What to do: Copy out again, unchanged, the listing below from the line that has "You are a GUI" through the line that has "Task: Click on the SEL".

═══

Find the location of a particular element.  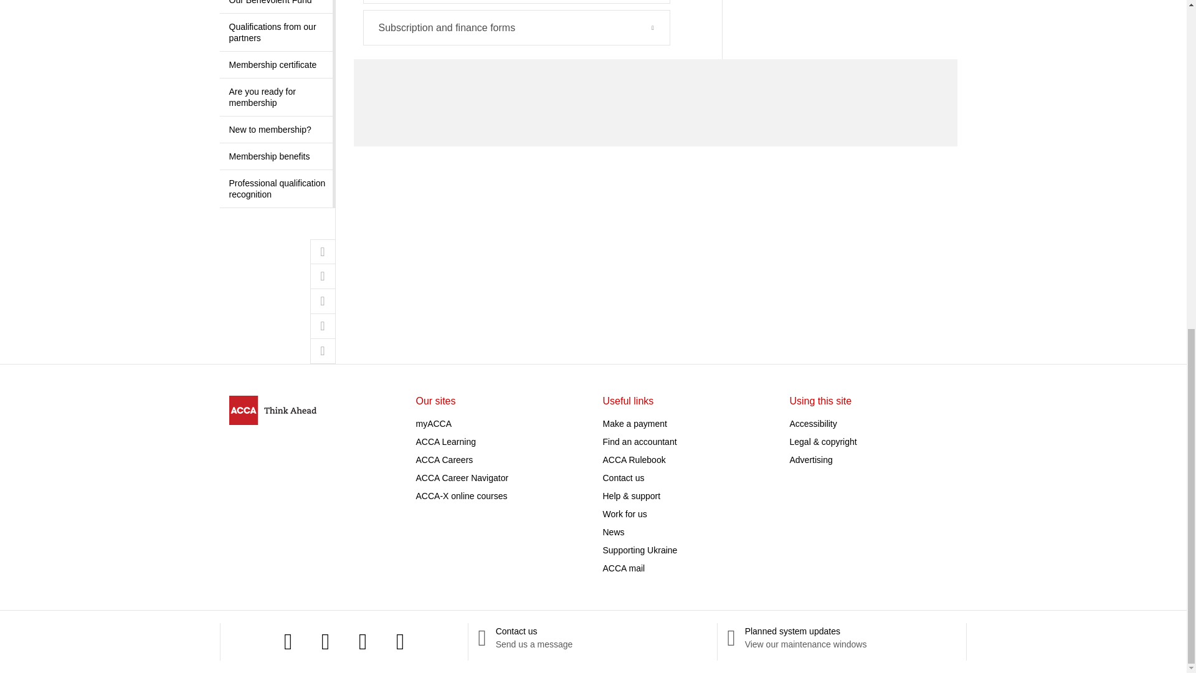

myACCA is located at coordinates (434, 423).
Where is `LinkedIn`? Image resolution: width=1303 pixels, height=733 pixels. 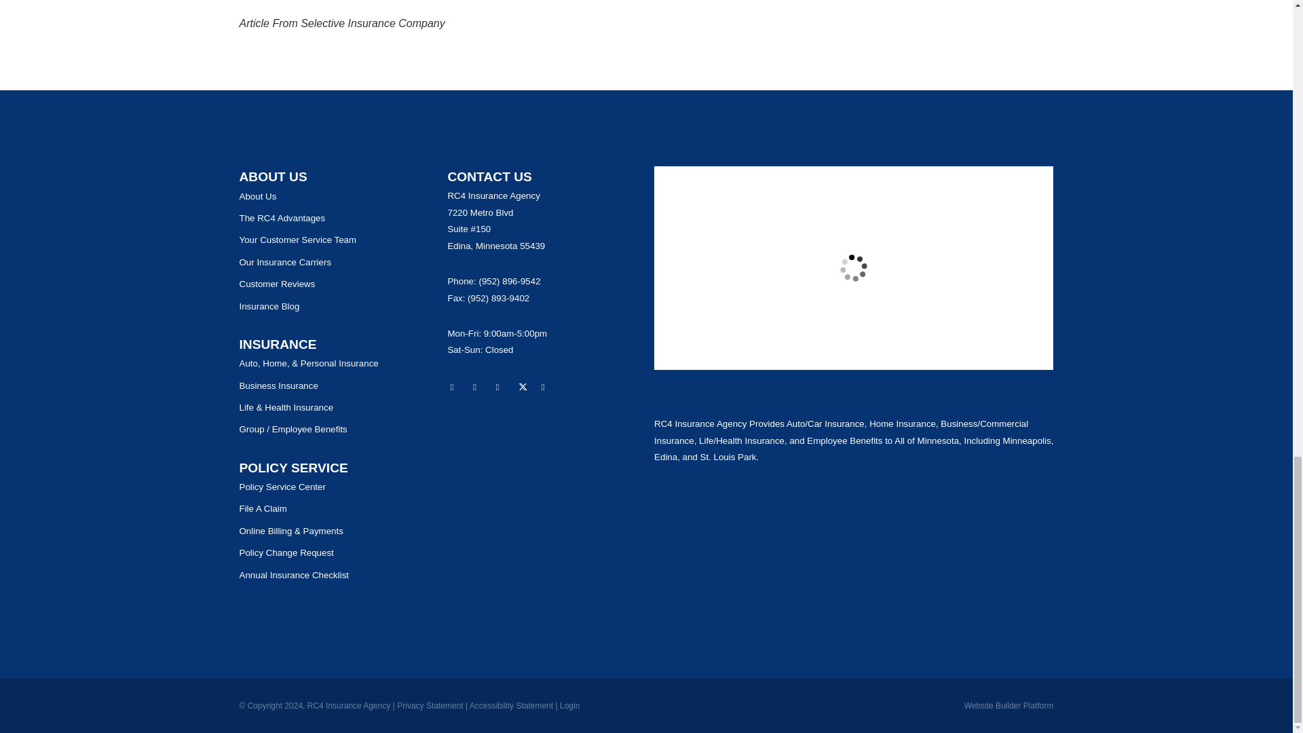 LinkedIn is located at coordinates (548, 388).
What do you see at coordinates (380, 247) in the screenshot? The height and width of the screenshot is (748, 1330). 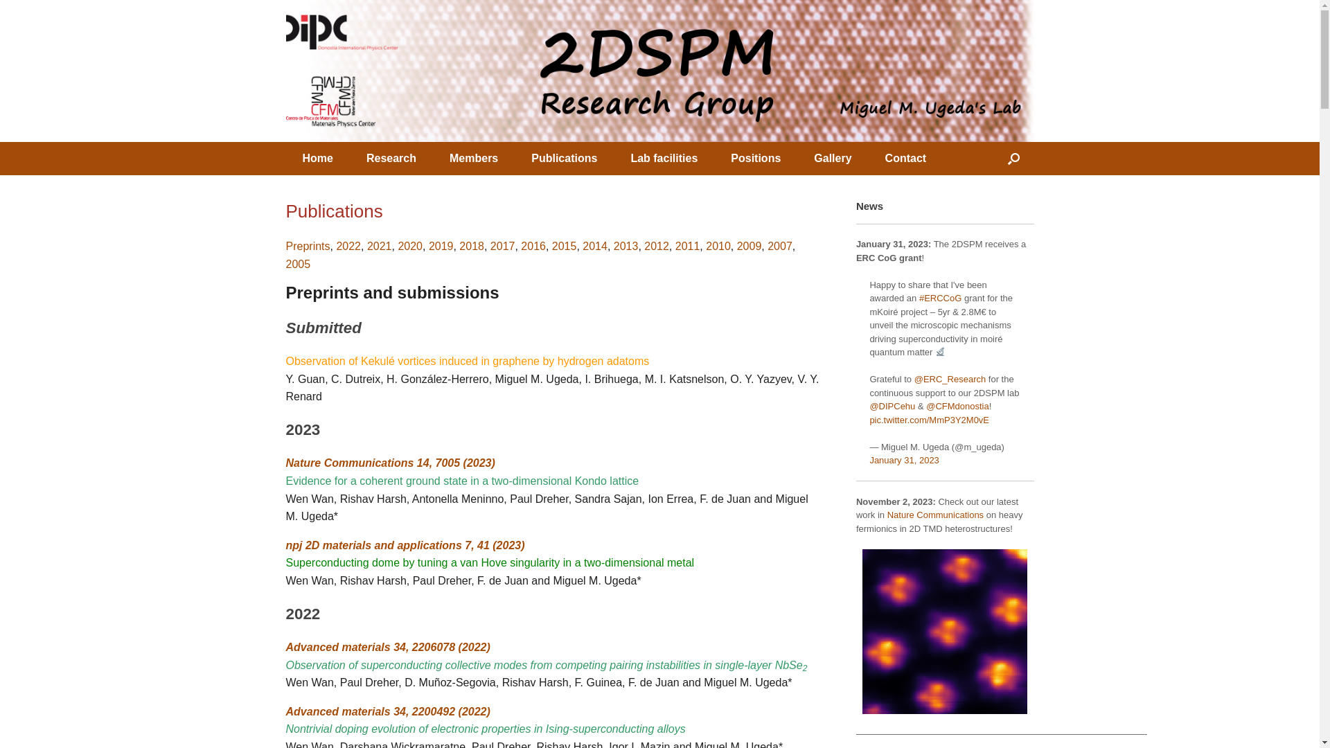 I see `2021` at bounding box center [380, 247].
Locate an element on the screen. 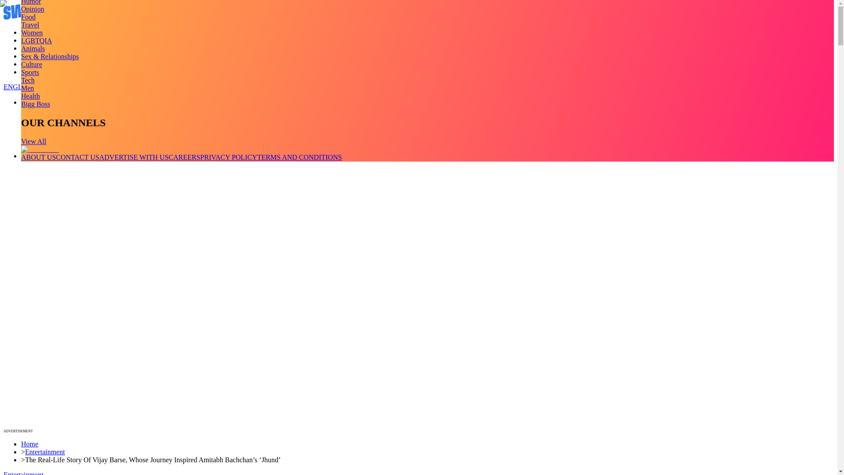  Men is located at coordinates (27, 88).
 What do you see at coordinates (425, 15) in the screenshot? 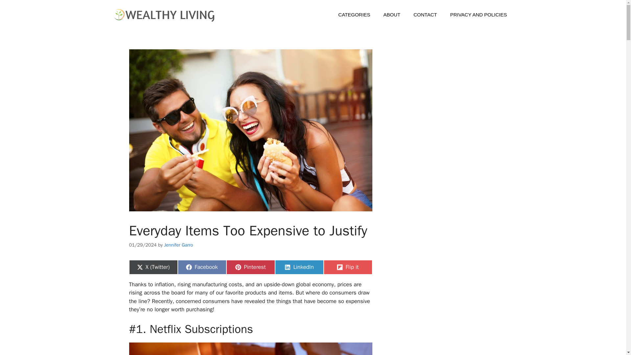
I see `CONTACT` at bounding box center [425, 15].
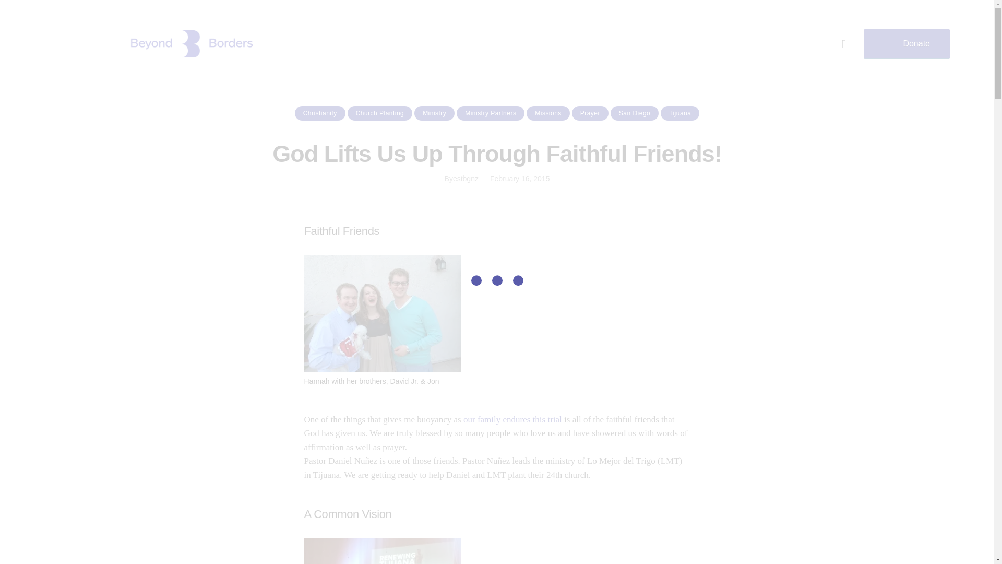 The height and width of the screenshot is (564, 1002). Describe the element at coordinates (380, 113) in the screenshot. I see `Church Planting` at that location.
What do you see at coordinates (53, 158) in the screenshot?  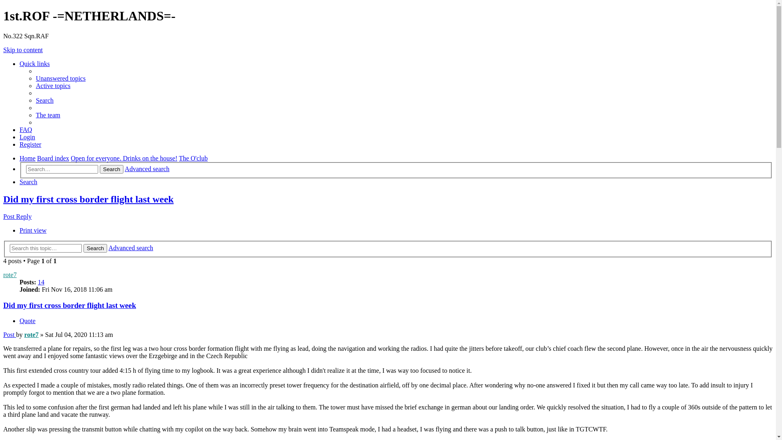 I see `Board index` at bounding box center [53, 158].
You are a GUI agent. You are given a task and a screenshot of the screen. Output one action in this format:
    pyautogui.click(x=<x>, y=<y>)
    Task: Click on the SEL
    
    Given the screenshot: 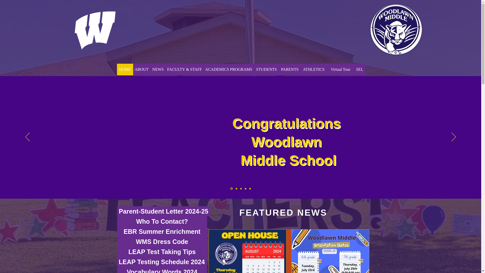 What is the action you would take?
    pyautogui.click(x=359, y=69)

═══

Response area:
You are a GUI agent. You are given a task and a screenshot of the screen. Output one action in this format:
    pyautogui.click(x=<x>, y=<y>)
    Task: Click on the SEL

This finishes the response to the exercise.